If I were Prue, I would be out there trying to make happen any physical thing that might help balance out the handshake’s increasingly weighty significance — a pat on the head, say, or a friendly goose. Hell, I’d start calling exemplary works “fetch” if I thought it would catch on. Or maybe the show just needs to codify what the handshake means. Maybe it needs to become like the save on American Idol of old, where each judge gets only one. That way, both Paul and Prue get to point out one amazing dish each season, and that’s it.

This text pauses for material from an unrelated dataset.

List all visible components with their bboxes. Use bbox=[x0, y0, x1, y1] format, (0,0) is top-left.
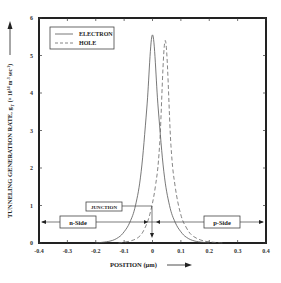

Scratch that. That idea would never work, and it goes against the spirit of the show anyway. And in the end, that’s what I really hate about the Hollywood handshake: It’s counter to everything Bake Off stands for as a program. This is a show that doesn’t have a prize other than an engraved cake plate (and if you’re lucky and likable enough, a few thousand more Instagram followers). It is not about winning. A job well done and the admiration of your amateur peers is supposed to be a reward in and of itself. Unlike the contestants on every other reality program, the bakers are actually here to make friends, not to jockey among themselves for a begrudging tip of the hat from a man with a stance so wide you could drive one of his Maseratis through it. It’s not only undignified, it’s against the point entirely.